How a long bone grows longer

How a long bone gets longer

The process by which your bones lengthen (during childhood and adolescence) is known as longitudinal bone growth.  It’s more complicated than you might think, so I’ve simplified it here.  There’s a strip of cartilage (the epiphyseal plate, or growth plate) embedded in each end of the bone, and that’s where all the lengthening growth occurs.

Within that plate, a remarkable process occurs.  First, as you might expect, the cartilage cells grow and divide, and this is what actually lengthens the bone.  But next, the cartilage cells essentially commit mass suicide, by creating a chemical “prison” that blocks the entry of nutrients and oxygen.  As the tissue dies it leaves a space behind, where bone cells can come in and add hard bone matrix.  Ultimately, this means the bone lengthens, and the whole “construction team” of cells follows the growth region as it extends further out.  It’s analogous to a road construction crew, where you have workers engaged in all steps of construction, but positioned at different points along the road.

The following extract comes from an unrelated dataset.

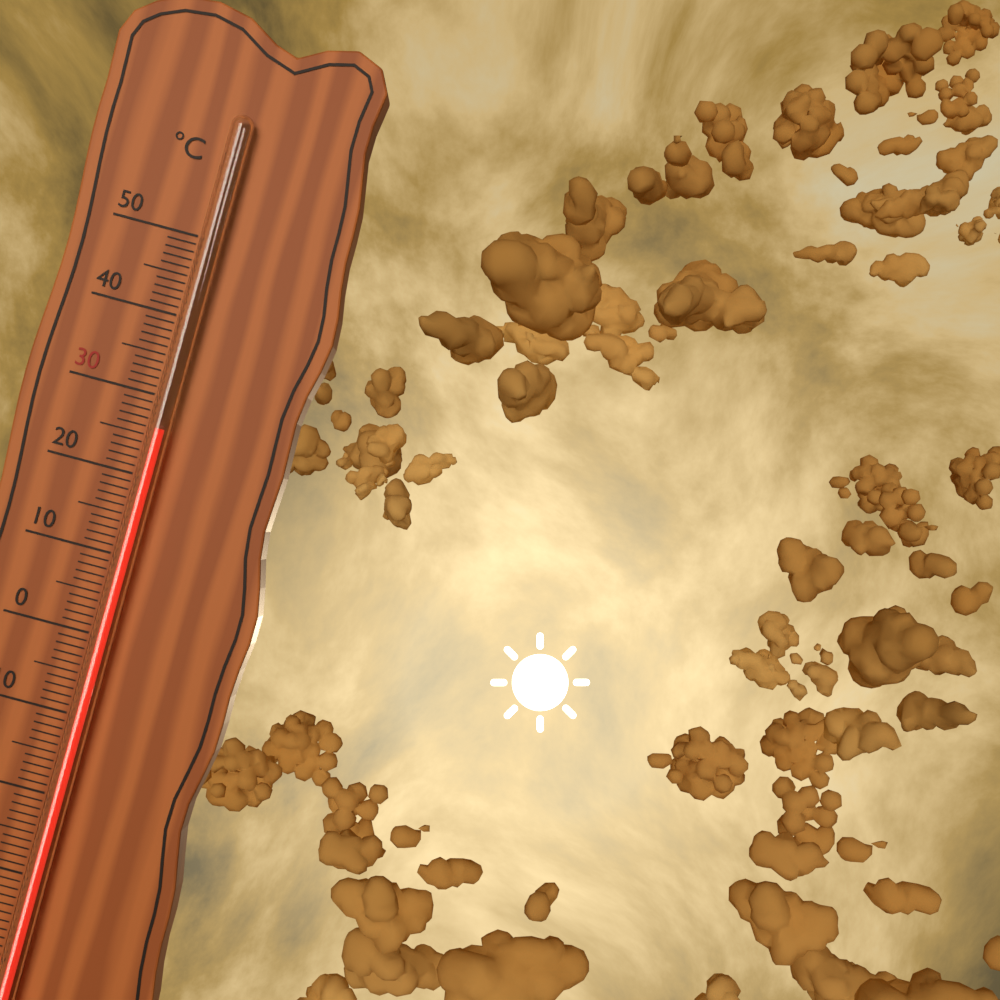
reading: 26 °C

But instead of painting a “center line,” the final step for our bone construction team is to lengthen the internal space of the bone.  This is known as the medullary cavity, and it’s there to make the bone lighter, and to house other important tissues (like bone marrow).  A group of “demolition” cells called osteoclasts lives near the end of the medullary cavity and continually eats away at the bone matrix.  This lengthens the medullary cavity, keeping its size in correct proportion, as the bone grows longer.

Why start with cartilage at all?  Unlike bone, cartilage is mostly water so it’s an easy tissue to rapidly assemble during early development.  Later in development, most of this cartilage is replaced by bone, but an important remnant of that early cartilage is the growth plate discussed here, which persists until adult height is reached.